Saturday, July 24, 2010

Normal

People love to believe there's something edgy about raising your own food, cutting your own hair, baking bread, etc. Just insert "DIY" in front of anything your grandma did, and it's suddenly hip. Or maybe it's "radical homemaking" or "urban homesteading".

We've gone full cycle. Take line-drying clothes. Seventy years ago, it's what everyone did. But once people could buy dryers, many of them were thrilled that they didn't have to use a clothesline anymore. (At least in the US, where energy prices are cheap. In Europe, it's a different story.) Line-drying was something most people avoided if they could. But now line-drying is not just cheap, it's "green". Which it always was - there just wasn't always a word for it. Fifty years ago, nobody was making documentaries about clotheslines.

As with any cultural change, this isn't happening everywhere all at once. There are plenty of people who like their dryers, wonder bread, and iceberg lettuce very much. Why should they do everything themselves when they don't have to? My mother is one of these people. She learned all the Depression-era skills from her mother - she knows how to bake, can, garden, cut hair, etc. But she doesn't want to, and she can afford not to.

This week my friend Elisangela came to my apartment for the first time. She moved here from Brazil ten years ago, and I was a little afraid of what she would think. Mostly of the fact that I'm keeping livestock in my kitchen. I can imagine her wondering, "Why would you do this when you can buy jumbo eggs for 99 cents a dozen?"

When Elisangela walked in, she made a beeline for the quail pen. "They're chickens?" she asked. "Quail," I said. "My grandmother raised quail," she said. "She would never kill them because they made a special call when a stranger was coming near the house. They know."

And that was that. To her this wasn't urban homesteading or DIY poultry farming. It was just that thing her grandmother did back in the village. I felt totally, blessedly normal.

Wednesday, July 14, 2010

The secret garden

Remember this? It's the lot behind the post office that I adopted last year.



This is the garden now:






It's not Eden, but it's nicer than it was.

Magic

Yesterday I woke to hear the sound I had been waiting for. It sounded like someone shutting a tiny, squeaky door hinge. I knew it could only mean one thing: my quail had hatched.

For years I've wanted to keep poultry. I corresponded with the Medford animal control guy to no avail. I dreamed of the day we could move to somewhere with a yard to keep chickens in. And last month I learned a critical fact: you can keep quail indoors. They're small and quiet, and they're prolific layers.

So I ordered eighteen eggs - you really can get anything on the internet. Jeff built me an incubator, and for seventeen days I anxiously monitored the temperature and turned the eggs. I read up on quail maladies like spraddle-leg and pasty-butt (assuring Jeff that neither were contagious to humans).

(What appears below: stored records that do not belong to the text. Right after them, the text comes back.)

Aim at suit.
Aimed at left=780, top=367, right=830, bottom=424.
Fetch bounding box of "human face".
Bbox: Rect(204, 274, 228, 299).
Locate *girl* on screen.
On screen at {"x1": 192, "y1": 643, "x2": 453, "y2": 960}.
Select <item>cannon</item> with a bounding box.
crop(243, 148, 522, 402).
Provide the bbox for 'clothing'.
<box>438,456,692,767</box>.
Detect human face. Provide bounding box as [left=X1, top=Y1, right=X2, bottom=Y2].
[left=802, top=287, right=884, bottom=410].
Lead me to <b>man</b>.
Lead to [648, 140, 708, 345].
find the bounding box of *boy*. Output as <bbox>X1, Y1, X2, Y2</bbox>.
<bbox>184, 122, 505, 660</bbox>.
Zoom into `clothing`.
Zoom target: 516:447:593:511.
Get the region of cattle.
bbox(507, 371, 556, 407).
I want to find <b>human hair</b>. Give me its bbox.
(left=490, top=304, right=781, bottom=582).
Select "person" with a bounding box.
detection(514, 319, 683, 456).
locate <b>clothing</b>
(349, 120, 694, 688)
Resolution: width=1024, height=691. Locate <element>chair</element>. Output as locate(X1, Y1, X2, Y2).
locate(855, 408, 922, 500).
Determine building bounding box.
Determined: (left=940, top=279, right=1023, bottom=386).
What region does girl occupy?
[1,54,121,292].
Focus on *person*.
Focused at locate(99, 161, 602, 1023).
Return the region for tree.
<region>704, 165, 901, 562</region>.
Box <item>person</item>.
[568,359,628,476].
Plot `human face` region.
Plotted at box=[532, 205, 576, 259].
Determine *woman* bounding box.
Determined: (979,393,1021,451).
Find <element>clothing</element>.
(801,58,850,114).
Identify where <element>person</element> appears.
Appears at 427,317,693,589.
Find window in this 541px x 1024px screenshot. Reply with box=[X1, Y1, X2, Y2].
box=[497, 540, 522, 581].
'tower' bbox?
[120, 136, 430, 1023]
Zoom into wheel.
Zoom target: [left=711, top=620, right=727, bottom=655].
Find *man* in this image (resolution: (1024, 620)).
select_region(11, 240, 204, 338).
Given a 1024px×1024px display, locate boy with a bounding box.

I didn't entirely believe it was going to work. For one thing, our homemade incubator varied wildly in temperature. Maybe the eggs had already been baked into oblivion during shipping. Maybe the humidity was wrong, or the temperature had spiked too high. Anyway, it seemed improbable that these little rock-looking things were going to turn into animals that would breathe and run around.

That's why it was so magical at 4 am when I heard the first peeps. It was like Santa Claus had come. I knelt at the incubator and saw the four damp babies inside the incubator. They looked exhausted. Sometimes they'd get up and stagger around the incubator, but mostly they flopped down in awkward positions - on top of each other, on top of the unhatched eggs. I considered what they'd just been through: in order to be born, each chick had to break through a calcium wall. With its face. And then it was able to get up and begin walking on its siblings.

If you've never hung out with a newborn creature, I recommend it. Any way you look at it, new life is amazing. A hen in Indiana laid an egg that would go through the mail to me, develop with the aid of a lightbulb but without food or water, and three weeks later become another quail. I knew the facts, but seeing it happen is a completely different experience. Also, baby birds and mammals are designed to be attractive. Their survival depends on adults wanting to take care of them, so being cute helps them survive.



For reference, that's a juice bottle lid. The chicks are about two inches long.

Tuesday, July 06, 2010

Quakerese

Today I was trying to tell a coworker I wanted to hold off on publishing something I wrote. "Maybe we should season this another week," I told her. Translation: I woke up this morning realizing this was all a horrible idea, and if we publish this I'll be so embarrassed I'll cry.

I failed to realize, though, that I was speaking Quaker and she had no idea what I meant. Apparently "season" to mean "delay, hoping we never have to deal with it again" is not common usage. E.g. The Education Standing Committee agreed to establish a task group to further season this idea.

Sometimes I think Quakers have too much jargon, but sometimes it would be useful if everyone knew it.